Only the beauty remained
from the scary old world and the even more scary of the future,
And you carry with you like a submissive smile.
Obedience requires many tears swallowed,
much surrender to others,
Many fun views that beg for mercy.
So they got your beauty.
Disappeared as a gold particle.
By the ancient stupid world
and from the wild world of the future
remained a beauty
that was not ashamed to allude to the little chest
of a little sister,
for the naked belly so easily.
And for that, it was beautiful,
the same as the sweet girls of your world,
The girls of traders who won beauty contests in Miami or London.
Disappeared like a golden dove.
The world learned that,
And so your beauty was no longer yours.
But you were still a baby,
stupid like antiquity,
cruel as the future,
and between you and your beauty, already occupied by power,
All the folly and cruelty of the present came to light.
Always carried with him as a smile through tears,
improper through inactivity,
improper through obedience.
Disappeared like a white golden dove.
Your beauty survived from the ancient world,
desired by the next world,
occupied by the current world,
became a deadly evil.
Now the older brothers finally come back,
stop for a moment their cursed games,
emerge from their wild distraction,
And they ask themselves:
“Could Marilyn had shown us,
Little Marilyn? ”
Now you are the one who is no longer worth anything,
Woe to you, with your smile,
You are the first beyond the world’s doors,
abandoned to her fate of death.
In this shocking poem, Pasolini does not simply write about Marilyn Monroe. He speaks of a deep wound of the modern world – how beauty, innocence and simple spirit are used, used and then abandoned.
Pasolini approaches Marilyn not as a myth, nor as sex symbol, but as a « little sister », a fragile and unintentional creature that holds the weight of a world eager to swallow beauty. He sees in her man before he is an icon. Her soul did not know she was beautiful – and it was that ignorance that she turned it into such.

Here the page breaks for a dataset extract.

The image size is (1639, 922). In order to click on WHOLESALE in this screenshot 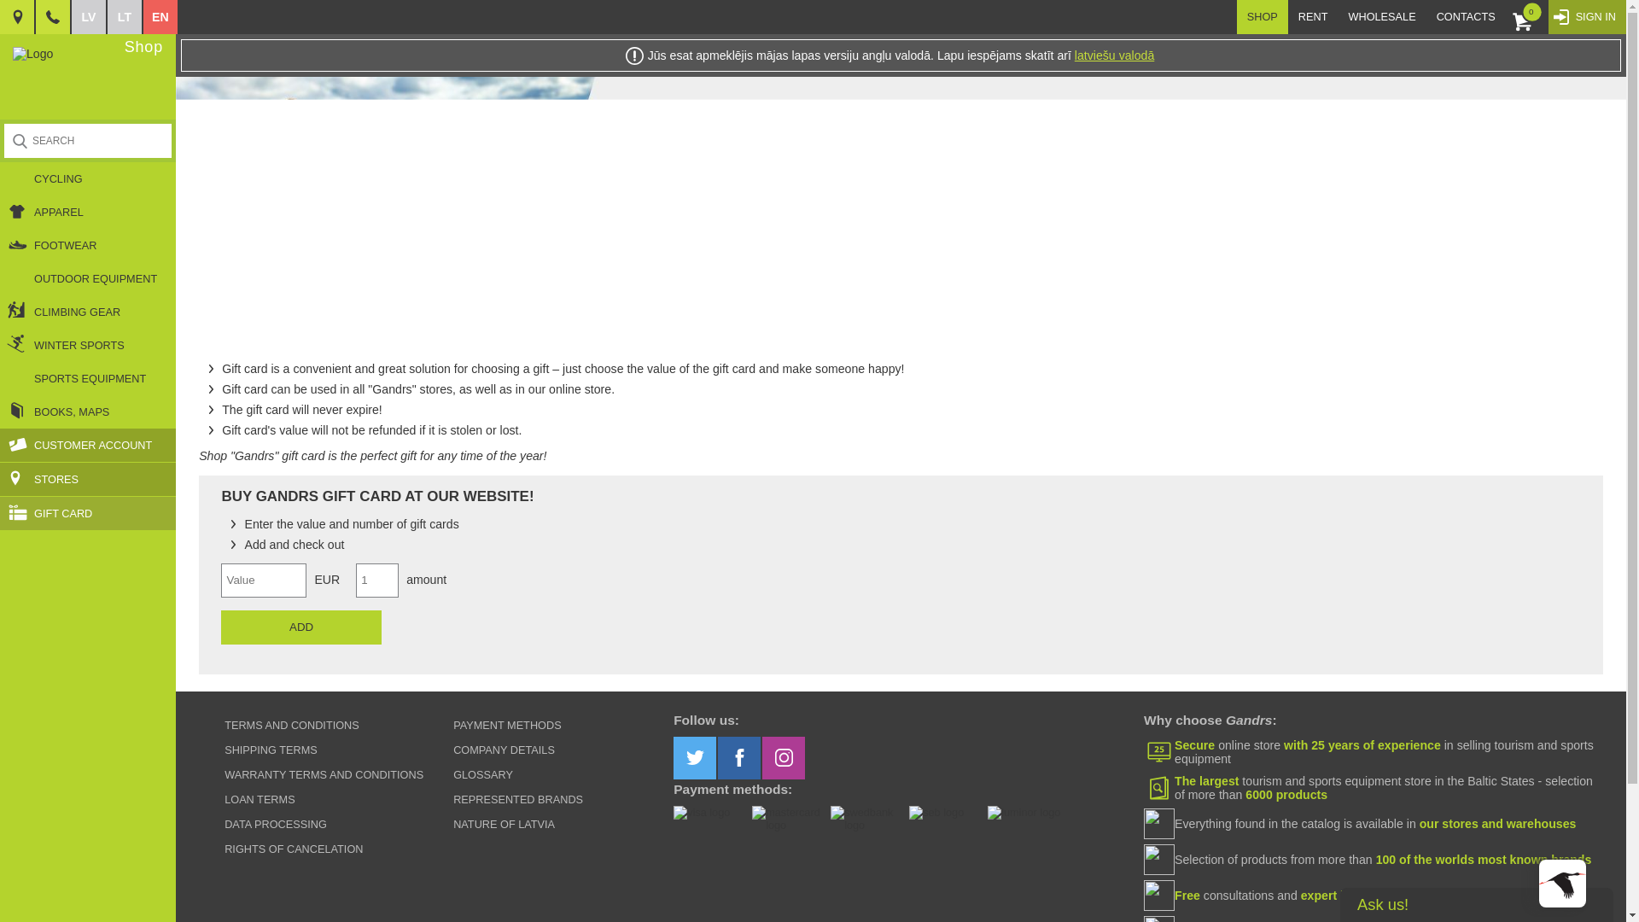, I will do `click(1381, 17)`.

Beauty, for Pasolini, is not wealth or strength, but something that can risk destroying the man who possesses him, if he falls into the hands of a world that has no more sensitivity, no mercy.
The figure of « obedient smile » is one of the most painful. It summarizes all the forced inactivity that has been imposed on Marilyn. It is the smile of those who dare not be themselves because they have turned into mirrors of the projections of others. Beauty, from the beginning is a gift, becomes a curse, into « a deadly evil ».
Pasolini sees her death not as an act of madness, but as a tragic conclusion of a social process. Marilyn, with all the fragility and lack of awareness of the size of her image, remained « the first beyond the doors of the world ». Abandoned not only by the people, but also by the era he used as a symbol, and then forgot.
Poetry ends with a question that sounds like an existential sigh:
« Could it show us the way, little Marilyn? »
Perhaps she had no time, she had no power, but in her innocence that could not be protected by the world, lies the silent signal of another path: the path of the fragile, beautiful, honest man – that can save us from the cruelty of the present if we know how to hear.